Glass wrote a lyrical book about his journey through Syria in 1987, Tribes With Flags (1990), in which he introduces us to his friends, the Aleppo hotelier Krikor Mazloumian, the people of Yusuf Basha, the Damascenes such as Sehem Turjuman and Hani al Raheb. There is deep love here for the people he encounters and writes about. Glass returns to Syria throughout the civil war, meeting his old contacts and friends. They remain committed to the complexity of Syria, many of them from minority groups who did not always see themselves as minorities but as a part of Syrian culture.

Glass sits with Khalid Khalifa, the Aleppo-born novelist who wrote In Praise of Hatred (Madih al-karahiya, 2006), a novel that considers the conflict between the Syrian state and the Muslim Brotherhood. His most recent novel, No Knives in This City’s Kitchens (La Sakakin fi matabikh hadhini al-madina), is an indictment of the Baath rule.
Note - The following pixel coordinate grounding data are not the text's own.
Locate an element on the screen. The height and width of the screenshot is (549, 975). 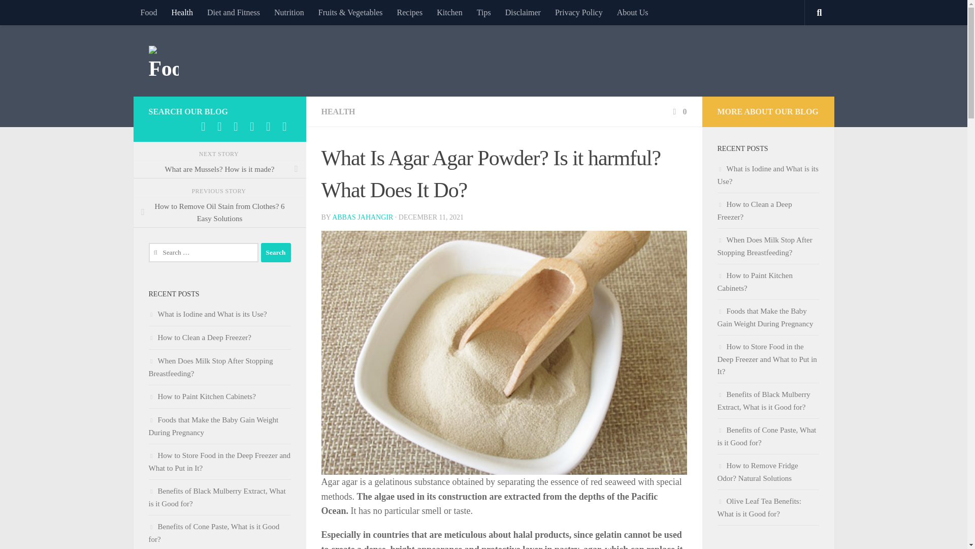
Search is located at coordinates (276, 252).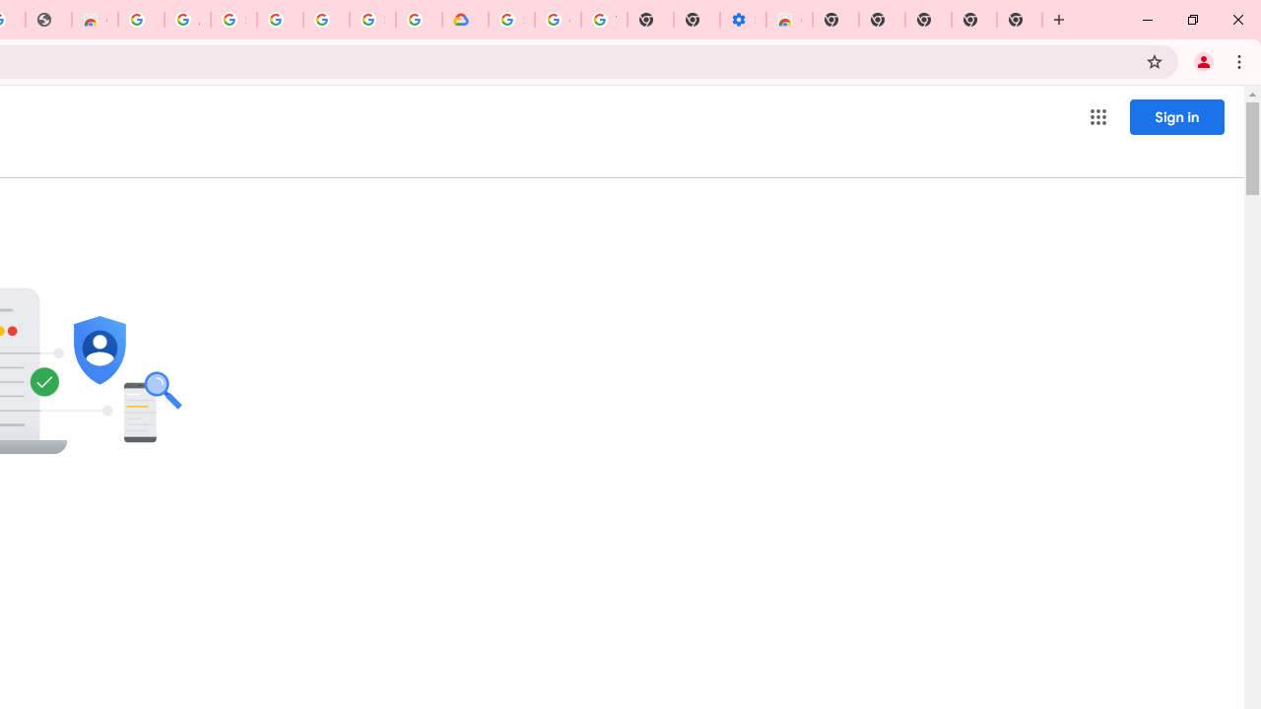  I want to click on Ad Settings, so click(187, 20).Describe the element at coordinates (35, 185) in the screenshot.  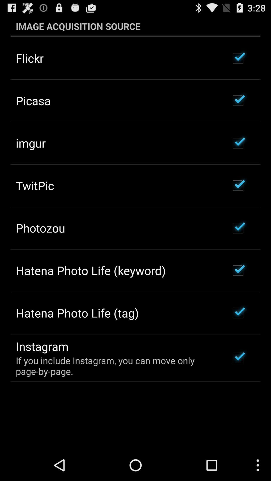
I see `turn off the twitpic icon` at that location.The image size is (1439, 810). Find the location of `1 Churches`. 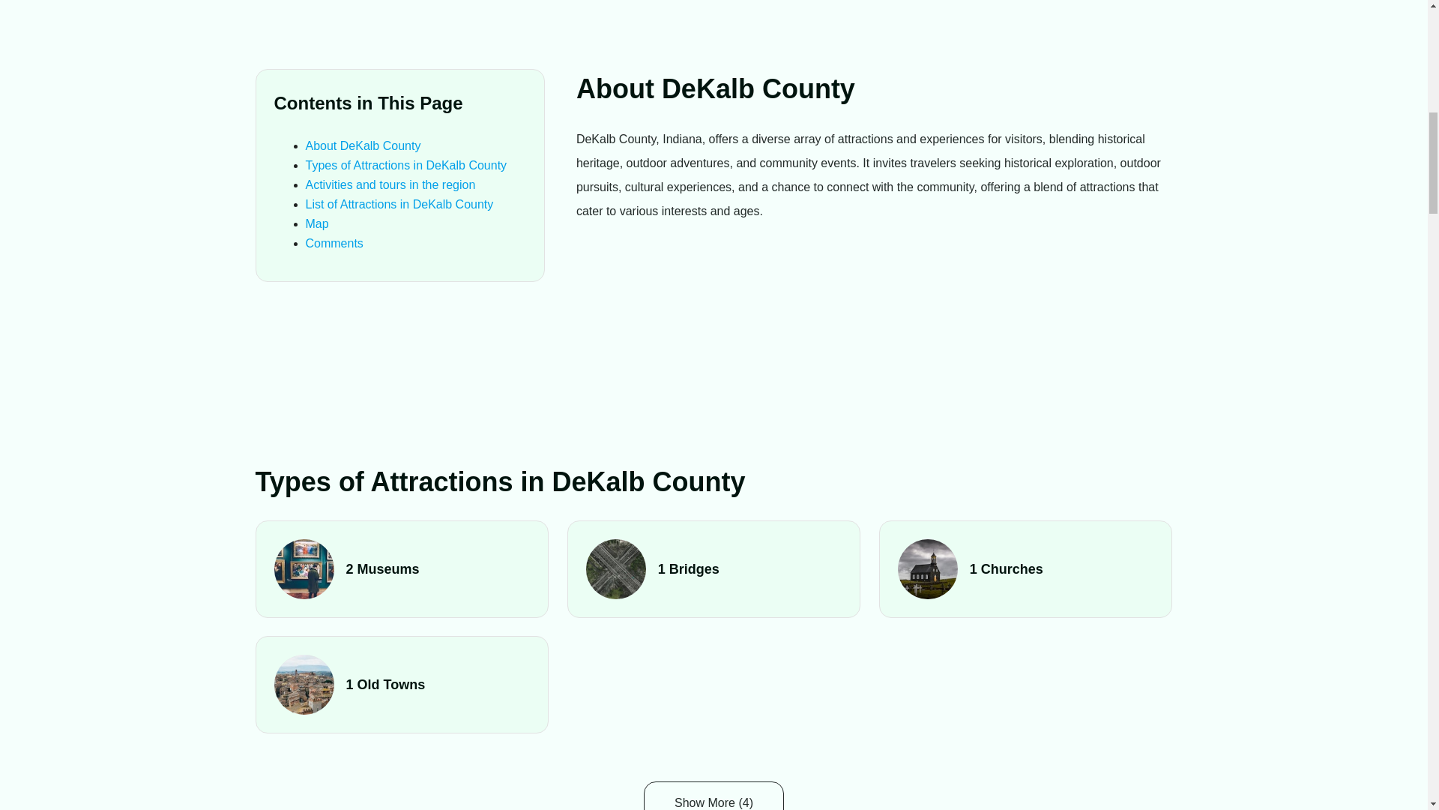

1 Churches is located at coordinates (1025, 569).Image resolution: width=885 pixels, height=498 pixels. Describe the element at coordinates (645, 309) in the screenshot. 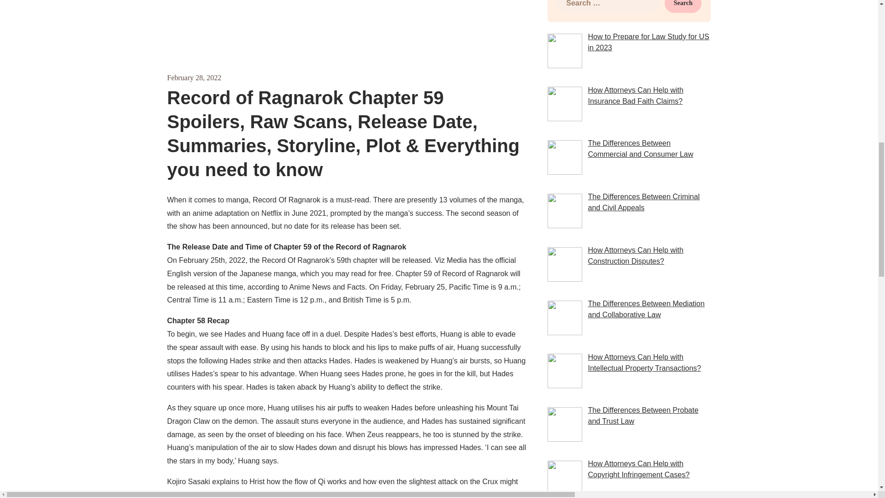

I see `The Differences Between Mediation and Collaborative Law` at that location.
Khalifa tells Glass, “Stop the war. Stop the blood. The Syrian people are tired now. You can play revolution for some time. But not for a long time.” This is the attitude captured by Erlich and Glass. It reveals a great deal more than the reports that track the minutiae of this battle and that battle.
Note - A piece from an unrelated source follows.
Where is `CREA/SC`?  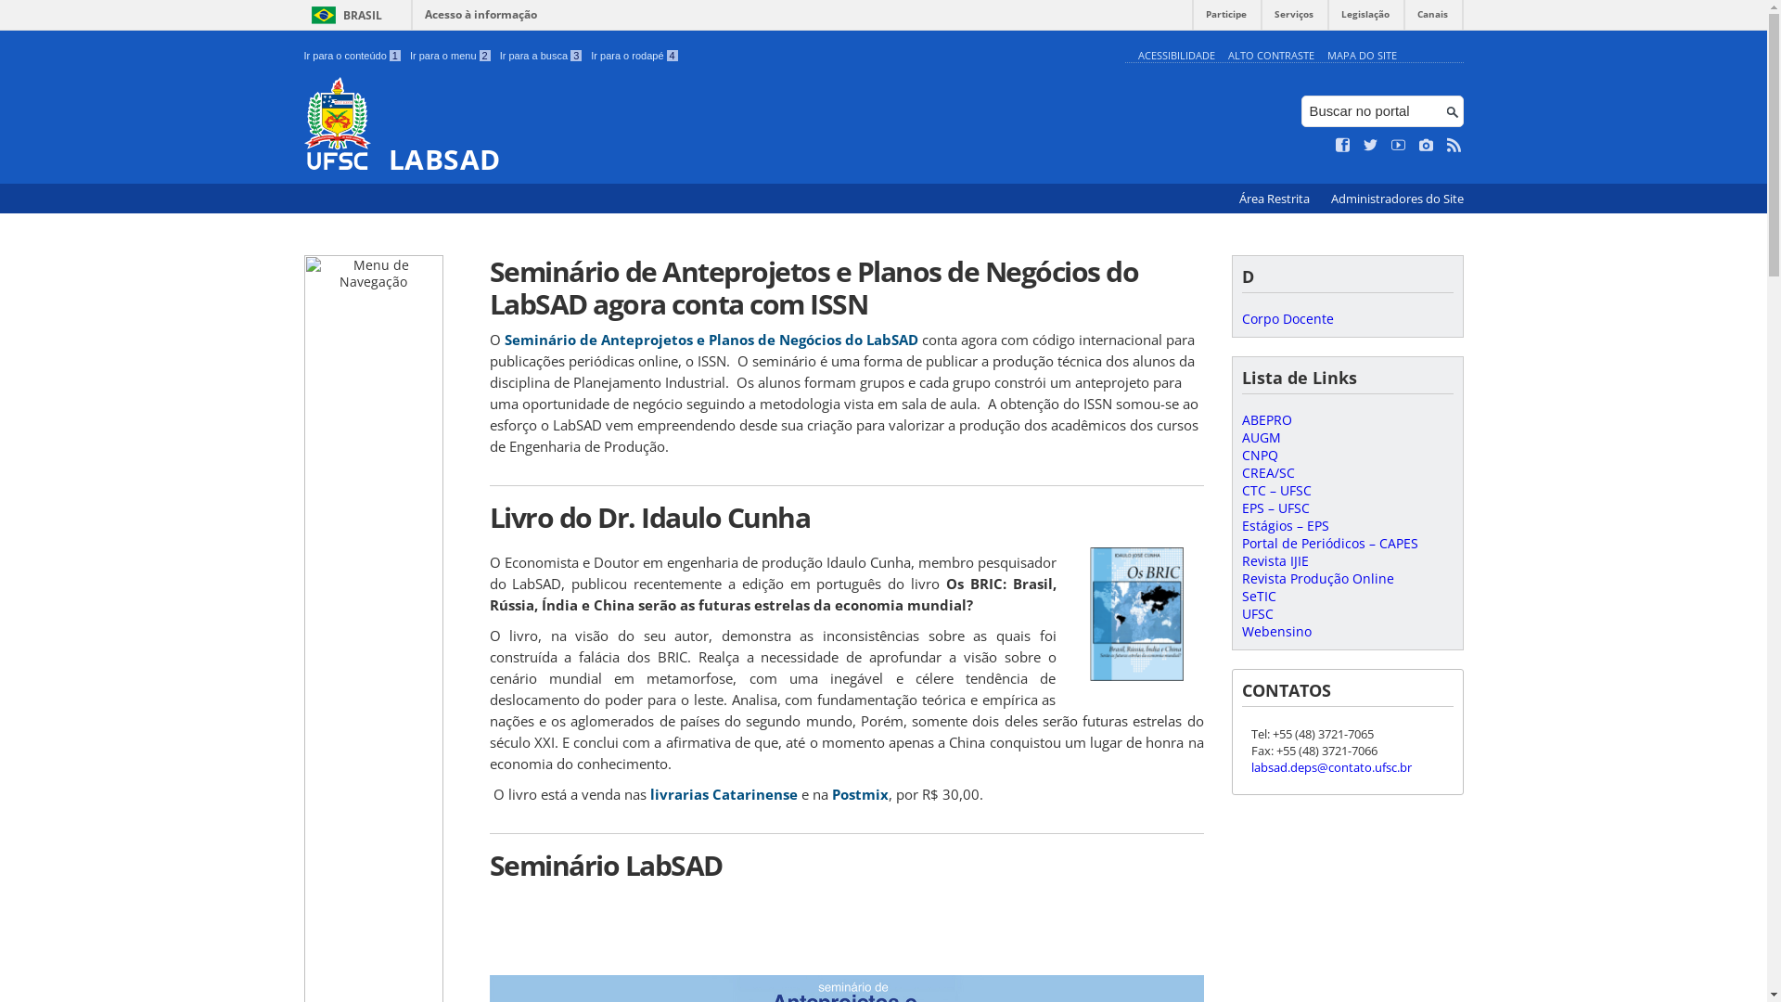
CREA/SC is located at coordinates (1267, 473).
Neither Erlich nor Glass sees an easy way out. Both are gloomy. The geopolitics does not allow it. Saudi Arabia, Turkey, Qatar and the West remain obdurate with their slogan, “Assad must go”, a recipe for the prolongation of the war. Iran and Russia will not allow the Syrian regime to collapse. No one can win this war.

Syria is ground down beneath these determinations. Omar Abdulaziz Hallaj, a wise and distinguished architect from Aleppo, runs the Syrian Initiative, a group that seeks to build grass-roots linkages inside Syria. He maintains hope.

“Peace in Syria,” he recently wrote, “will need sustainable roots. It must be built from the bottom up; the top down process advocated in the Geneva Communique, can work only if it is supported by transforming the dynamic of the conflict on the ground.”

He is hard at work building trust through local ceasefires. People who live cheek by jowl will have to learn again to rely on each other. It takes people like Hallaj to create the basis for this, although even he is pessimistic. “The longer the war is prolonged,” he writes, “the smaller the window of opportunity may become.”